Tonight I rewatched Kon Ichikawa’s masterpiece The Burmese Harp (ビルマの竪琴, 1956). Let me say upfront: this is a very good film. Its strength lies in its delicate portrayal of human nature, its faithful capture of local customs, and the abyss of reflection it leaves the viewer to sit with. I once read The Chrysanthemum and the Sword, which reflects on the character of the Japanese nation and the domestic situation during the war. Watching this film afterward complements that reading well, and gave me a deeper understanding of how the Japanese, both inside and outside the country, thought about the war at the time.

The Burmese Harp unfolds through the inner transformation of an ordinary Japanese soldier, Mizushima, and the story is compellingly told. Mizushima’s unit has already surrendered, and he’s ordered by his captain to persuade another besieged Japanese unit to give up their pointless resistance rather than die in vain. He fails. When he wakes on a battlefield strewn with corpses, on his way to find his comrades, he sees the devastated land of Burma littered with mounds of Japanese dead… In the end, Mizushima gives up returning home, choosing instead to stay and walk across every inch of Burma.

Under Ichikawa’s direction, this drastic transformation never feels forced or abrupt. I remember one scene where Mizushima, inside a pagoda, can’t help but pick up his harp and play along with his comrades’ singing. By the time the others realize and rush to the door looking for him, he stands just on the other side, listening to their voices, quietly murmuring each of their names. The pain in his heart — both longing for them and unwilling to face them — comes through vividly. There are many details like this throughout the film.

A still from The Burmese Harp, Mizushima playing the harp

Why does Mizushima do what he does? This question has almost been elevated into one of politics and national stance. Some viewers believe the director intended to whitewash Japan’s wartime history, and that even this act of atonement is being framed as “paying tribute to the Yamato race.” Japan’s wartime army undoubtedly committed terrible crimes and caused great harm to the Chinese people. But do they truly have no right to atone? Even after atoning, must they still face endless condemnation and suspicion?

At least to my eyes, Ichikawa’s depiction of the Burmese people comes from real feeling. A director without genuine feeling could never have seen that lovable old woman, the mountains and rivers, the devout and simple people everywhere in the film. I see no need to maliciously assume he had some “hidden agenda.” As for those who don’t believe Mizushima’s repentance is sincere, I suspect they’d also struggle to understand the lifelong torment endured by the heroine of Atonement (2008).

People are equal when it comes to atonement. Everyone has the right to feel that what they did was wrong, that it hurt others — that’s a form of moral cultivation, of conscience. Likewise, being able to perceive the atonement of someone who has hurt you is also a form of cultivation and conscience. In The Reader (2008), the survivor is offered money from the Nazi perpetrator, and she refuses it. When asked what to do with it instead, she simply says: As you think fit.

Our conscience, in the end, is always interrogating whether something is truly “fit” — and that’s why I believe a soldier like Mizushima could exist.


### WHAT THE TASK REQUIRES
A verbatim copy is needed of the lines below from the one containing "Image is 644x310 pixels." up to and including the one containing "Image is 868x402 pixels.", excluding pictures.

Source records:
Segment Open

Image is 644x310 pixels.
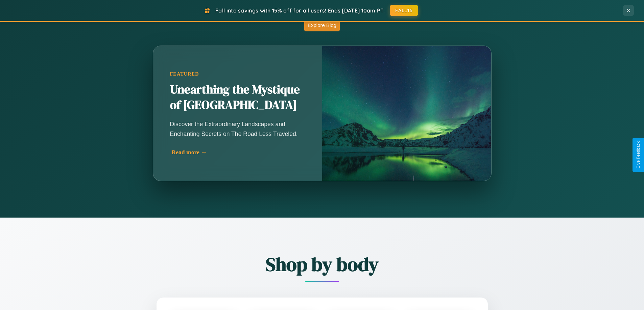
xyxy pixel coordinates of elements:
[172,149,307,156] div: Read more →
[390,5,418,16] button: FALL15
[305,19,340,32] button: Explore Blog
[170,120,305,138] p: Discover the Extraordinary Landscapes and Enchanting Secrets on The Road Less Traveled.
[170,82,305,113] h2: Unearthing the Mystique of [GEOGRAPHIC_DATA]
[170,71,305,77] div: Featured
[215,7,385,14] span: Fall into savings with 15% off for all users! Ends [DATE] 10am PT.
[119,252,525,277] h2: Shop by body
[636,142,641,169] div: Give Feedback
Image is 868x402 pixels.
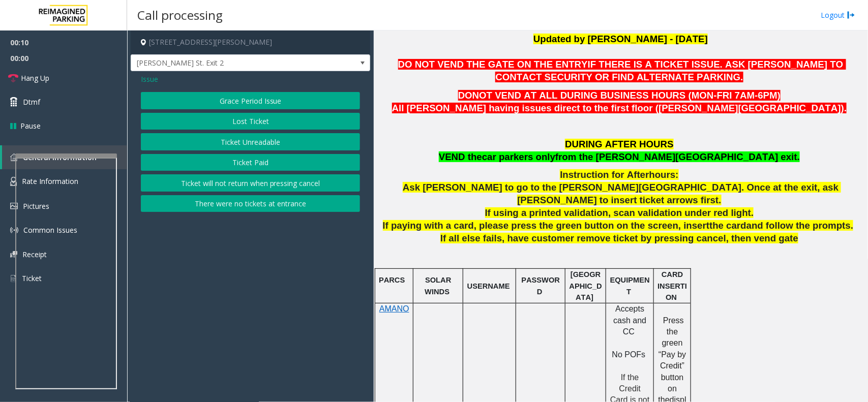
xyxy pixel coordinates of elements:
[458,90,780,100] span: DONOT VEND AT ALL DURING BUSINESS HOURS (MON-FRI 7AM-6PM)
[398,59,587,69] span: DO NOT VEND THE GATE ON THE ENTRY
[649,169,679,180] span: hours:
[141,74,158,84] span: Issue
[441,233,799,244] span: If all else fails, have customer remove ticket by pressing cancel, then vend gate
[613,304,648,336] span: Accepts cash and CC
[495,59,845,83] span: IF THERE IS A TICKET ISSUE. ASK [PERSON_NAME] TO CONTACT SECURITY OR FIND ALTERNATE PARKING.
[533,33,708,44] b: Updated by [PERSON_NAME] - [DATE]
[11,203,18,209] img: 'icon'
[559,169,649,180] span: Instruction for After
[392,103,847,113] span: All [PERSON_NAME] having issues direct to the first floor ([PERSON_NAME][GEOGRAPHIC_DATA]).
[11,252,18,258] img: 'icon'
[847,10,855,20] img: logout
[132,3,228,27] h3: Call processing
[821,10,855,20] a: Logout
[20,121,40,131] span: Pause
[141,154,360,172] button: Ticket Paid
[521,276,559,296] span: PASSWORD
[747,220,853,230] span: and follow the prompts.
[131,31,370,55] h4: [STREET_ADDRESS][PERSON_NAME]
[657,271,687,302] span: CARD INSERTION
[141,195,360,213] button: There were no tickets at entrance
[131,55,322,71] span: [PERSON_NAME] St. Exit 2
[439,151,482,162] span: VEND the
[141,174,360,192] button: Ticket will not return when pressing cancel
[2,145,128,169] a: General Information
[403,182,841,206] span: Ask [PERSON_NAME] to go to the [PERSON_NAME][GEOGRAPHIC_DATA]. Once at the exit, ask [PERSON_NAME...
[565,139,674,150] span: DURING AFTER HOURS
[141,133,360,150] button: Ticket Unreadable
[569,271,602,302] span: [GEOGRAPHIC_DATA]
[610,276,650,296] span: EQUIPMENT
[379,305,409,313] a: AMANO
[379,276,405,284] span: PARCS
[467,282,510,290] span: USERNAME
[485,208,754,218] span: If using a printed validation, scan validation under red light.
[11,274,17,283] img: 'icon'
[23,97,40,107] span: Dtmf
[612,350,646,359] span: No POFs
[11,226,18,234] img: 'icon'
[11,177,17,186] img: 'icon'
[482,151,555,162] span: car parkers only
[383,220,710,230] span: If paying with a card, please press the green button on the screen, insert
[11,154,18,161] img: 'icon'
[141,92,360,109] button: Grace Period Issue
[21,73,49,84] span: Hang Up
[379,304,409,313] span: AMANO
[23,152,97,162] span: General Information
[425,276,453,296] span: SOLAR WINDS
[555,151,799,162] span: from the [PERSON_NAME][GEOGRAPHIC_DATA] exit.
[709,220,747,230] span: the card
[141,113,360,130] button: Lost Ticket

Segment Closed
Segment Open

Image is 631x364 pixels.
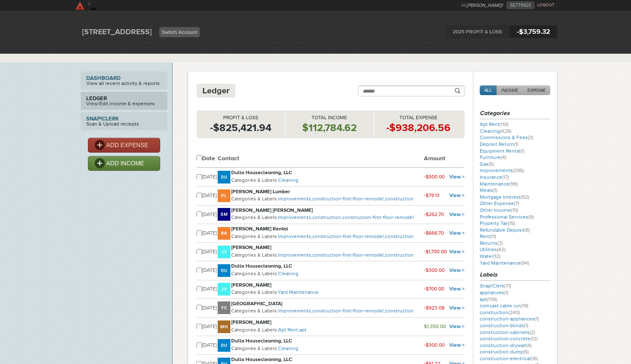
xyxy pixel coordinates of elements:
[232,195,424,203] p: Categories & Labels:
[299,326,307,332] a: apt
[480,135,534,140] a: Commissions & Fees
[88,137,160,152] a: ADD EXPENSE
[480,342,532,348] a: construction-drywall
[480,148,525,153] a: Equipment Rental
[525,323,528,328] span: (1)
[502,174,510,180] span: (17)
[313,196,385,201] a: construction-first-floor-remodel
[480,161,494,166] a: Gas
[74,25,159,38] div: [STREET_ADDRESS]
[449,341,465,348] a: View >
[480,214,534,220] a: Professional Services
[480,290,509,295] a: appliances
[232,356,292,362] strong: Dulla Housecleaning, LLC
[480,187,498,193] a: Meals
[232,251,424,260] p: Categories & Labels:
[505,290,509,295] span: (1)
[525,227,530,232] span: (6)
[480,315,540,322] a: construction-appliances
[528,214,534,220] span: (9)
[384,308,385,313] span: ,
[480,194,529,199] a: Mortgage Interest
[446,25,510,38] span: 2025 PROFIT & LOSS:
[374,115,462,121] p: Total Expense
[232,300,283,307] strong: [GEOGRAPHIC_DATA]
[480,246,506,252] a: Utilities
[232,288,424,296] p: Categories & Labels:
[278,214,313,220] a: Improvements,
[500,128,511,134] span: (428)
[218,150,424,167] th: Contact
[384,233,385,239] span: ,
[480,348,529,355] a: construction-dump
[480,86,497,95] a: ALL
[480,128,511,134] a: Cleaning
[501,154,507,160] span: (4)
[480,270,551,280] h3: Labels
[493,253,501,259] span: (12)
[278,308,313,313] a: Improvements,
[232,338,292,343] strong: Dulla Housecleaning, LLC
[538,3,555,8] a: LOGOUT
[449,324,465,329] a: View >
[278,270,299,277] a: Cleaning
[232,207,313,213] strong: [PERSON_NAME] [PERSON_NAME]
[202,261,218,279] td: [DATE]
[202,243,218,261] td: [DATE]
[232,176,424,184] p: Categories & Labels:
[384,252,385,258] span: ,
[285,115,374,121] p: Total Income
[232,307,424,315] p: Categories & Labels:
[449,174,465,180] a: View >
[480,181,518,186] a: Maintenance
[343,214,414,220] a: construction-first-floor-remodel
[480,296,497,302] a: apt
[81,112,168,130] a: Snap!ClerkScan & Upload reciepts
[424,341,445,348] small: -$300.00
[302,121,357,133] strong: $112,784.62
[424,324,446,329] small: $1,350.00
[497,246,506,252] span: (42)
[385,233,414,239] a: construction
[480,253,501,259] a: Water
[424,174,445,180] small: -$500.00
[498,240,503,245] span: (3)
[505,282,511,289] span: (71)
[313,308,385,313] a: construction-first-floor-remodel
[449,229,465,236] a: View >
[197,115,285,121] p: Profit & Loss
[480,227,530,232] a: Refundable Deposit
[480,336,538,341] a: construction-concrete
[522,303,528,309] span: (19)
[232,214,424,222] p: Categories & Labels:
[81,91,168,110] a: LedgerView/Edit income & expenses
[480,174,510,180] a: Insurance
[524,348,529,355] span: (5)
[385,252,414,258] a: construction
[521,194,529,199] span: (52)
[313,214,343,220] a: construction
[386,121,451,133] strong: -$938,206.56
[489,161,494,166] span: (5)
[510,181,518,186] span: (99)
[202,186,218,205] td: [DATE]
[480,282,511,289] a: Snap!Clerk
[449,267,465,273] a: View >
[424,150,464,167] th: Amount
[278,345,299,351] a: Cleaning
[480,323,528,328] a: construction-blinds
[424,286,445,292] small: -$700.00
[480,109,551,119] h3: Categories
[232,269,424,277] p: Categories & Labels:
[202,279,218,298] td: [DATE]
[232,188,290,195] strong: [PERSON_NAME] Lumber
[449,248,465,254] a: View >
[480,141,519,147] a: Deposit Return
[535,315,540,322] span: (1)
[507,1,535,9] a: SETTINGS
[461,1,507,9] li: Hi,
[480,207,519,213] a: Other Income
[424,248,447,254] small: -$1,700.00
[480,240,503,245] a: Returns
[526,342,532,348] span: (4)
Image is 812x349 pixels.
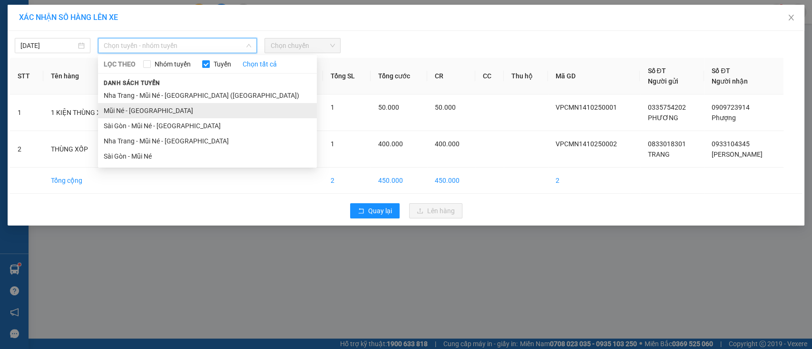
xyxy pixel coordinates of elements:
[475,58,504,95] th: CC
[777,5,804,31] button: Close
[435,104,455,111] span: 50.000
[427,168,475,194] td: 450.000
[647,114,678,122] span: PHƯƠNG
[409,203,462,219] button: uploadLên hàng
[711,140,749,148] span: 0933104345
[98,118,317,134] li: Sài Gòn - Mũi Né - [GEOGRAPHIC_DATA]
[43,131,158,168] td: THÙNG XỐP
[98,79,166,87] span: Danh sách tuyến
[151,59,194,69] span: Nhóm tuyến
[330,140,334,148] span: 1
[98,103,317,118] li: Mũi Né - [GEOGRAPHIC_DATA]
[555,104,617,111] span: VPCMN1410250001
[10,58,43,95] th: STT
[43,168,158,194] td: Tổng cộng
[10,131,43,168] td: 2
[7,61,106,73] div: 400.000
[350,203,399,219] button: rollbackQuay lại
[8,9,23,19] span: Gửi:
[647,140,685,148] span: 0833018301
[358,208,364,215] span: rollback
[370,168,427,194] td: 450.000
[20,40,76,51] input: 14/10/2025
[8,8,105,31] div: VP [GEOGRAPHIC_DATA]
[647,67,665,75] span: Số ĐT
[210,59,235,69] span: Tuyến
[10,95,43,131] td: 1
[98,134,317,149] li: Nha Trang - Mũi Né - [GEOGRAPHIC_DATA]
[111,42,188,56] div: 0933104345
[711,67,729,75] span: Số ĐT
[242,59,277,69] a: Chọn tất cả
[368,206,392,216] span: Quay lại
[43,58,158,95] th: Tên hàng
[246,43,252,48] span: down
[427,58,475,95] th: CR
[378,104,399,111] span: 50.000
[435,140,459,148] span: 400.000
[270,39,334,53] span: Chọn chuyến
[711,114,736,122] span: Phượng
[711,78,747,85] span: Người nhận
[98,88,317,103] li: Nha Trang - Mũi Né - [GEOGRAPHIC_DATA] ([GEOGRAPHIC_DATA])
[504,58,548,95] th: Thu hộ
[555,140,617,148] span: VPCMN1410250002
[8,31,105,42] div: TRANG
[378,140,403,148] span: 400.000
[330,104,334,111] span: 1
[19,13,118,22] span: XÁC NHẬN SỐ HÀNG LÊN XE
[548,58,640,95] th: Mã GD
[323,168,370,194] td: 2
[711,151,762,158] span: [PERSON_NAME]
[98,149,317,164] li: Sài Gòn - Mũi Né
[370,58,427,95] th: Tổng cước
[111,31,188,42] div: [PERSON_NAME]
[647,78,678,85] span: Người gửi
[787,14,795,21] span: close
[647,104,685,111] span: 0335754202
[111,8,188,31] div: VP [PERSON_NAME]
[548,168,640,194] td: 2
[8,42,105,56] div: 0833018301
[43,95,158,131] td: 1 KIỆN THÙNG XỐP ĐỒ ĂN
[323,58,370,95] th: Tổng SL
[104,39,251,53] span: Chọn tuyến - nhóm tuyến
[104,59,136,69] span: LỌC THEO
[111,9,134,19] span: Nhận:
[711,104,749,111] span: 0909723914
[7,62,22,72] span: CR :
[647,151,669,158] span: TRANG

Segment Closed
Segment Open

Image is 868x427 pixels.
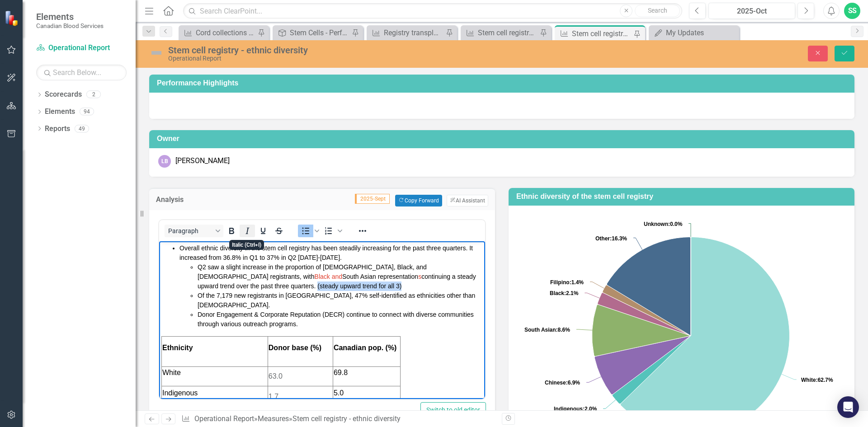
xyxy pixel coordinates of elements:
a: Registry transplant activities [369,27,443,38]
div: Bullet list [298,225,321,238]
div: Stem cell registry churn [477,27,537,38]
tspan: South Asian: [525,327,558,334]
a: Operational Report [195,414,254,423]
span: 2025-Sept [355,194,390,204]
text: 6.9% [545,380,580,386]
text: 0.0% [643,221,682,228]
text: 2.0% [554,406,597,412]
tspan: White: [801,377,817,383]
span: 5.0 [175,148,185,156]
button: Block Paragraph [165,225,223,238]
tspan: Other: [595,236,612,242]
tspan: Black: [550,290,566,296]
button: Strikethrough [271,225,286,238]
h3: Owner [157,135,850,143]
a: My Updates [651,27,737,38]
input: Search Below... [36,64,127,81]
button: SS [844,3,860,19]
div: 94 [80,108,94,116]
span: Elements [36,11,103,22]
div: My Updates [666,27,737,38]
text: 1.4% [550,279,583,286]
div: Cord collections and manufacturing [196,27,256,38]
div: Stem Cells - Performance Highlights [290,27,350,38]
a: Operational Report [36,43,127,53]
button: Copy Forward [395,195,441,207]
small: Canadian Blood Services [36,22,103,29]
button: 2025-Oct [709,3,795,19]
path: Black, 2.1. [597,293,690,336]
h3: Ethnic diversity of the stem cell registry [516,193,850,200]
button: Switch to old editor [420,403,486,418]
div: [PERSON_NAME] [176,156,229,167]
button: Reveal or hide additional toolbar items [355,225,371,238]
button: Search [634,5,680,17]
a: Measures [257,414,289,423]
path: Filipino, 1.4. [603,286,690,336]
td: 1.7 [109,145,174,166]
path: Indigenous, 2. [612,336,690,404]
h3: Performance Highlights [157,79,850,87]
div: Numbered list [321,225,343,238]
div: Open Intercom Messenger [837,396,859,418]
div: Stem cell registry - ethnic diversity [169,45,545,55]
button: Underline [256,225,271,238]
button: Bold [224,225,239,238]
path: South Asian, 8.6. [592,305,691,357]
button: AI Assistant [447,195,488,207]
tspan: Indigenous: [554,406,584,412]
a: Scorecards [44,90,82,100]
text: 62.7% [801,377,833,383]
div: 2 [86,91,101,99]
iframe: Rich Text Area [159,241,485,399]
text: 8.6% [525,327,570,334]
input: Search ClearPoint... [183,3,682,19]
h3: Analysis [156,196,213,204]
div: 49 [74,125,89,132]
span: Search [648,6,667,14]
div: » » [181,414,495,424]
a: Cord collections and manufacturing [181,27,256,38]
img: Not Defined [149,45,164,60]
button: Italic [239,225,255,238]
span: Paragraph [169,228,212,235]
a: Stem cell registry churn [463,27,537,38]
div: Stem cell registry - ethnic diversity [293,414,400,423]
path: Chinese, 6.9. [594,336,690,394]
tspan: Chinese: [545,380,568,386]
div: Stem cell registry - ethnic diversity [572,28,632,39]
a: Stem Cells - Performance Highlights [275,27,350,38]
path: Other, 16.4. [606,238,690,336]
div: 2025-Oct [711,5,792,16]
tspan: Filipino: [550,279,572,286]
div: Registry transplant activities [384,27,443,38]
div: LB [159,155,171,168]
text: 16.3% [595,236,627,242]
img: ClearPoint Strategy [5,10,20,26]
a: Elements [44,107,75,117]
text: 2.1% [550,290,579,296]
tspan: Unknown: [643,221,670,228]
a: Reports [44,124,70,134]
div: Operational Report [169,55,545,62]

Segment Closed

### EXPECTED ANSWER
Image is 644x310 pixels.
xyxy pixel coordinates of elements:
[172,149,307,156] div: Read more →
[390,5,418,16] button: FALL15
[305,19,340,32] button: Explore Blog
[170,120,305,138] p: Discover the Extraordinary Landscapes and Enchanting Secrets on The Road Less Traveled.
[170,82,305,113] h2: Unearthing the Mystique of [GEOGRAPHIC_DATA]
[170,71,305,77] div: Featured
[215,7,385,14] span: Fall into savings with 15% off for all users! Ends [DATE] 10am PT.
[119,252,525,277] h2: Shop by body
[636,142,641,169] div: Give Feedback
Image is 868x402 pixels.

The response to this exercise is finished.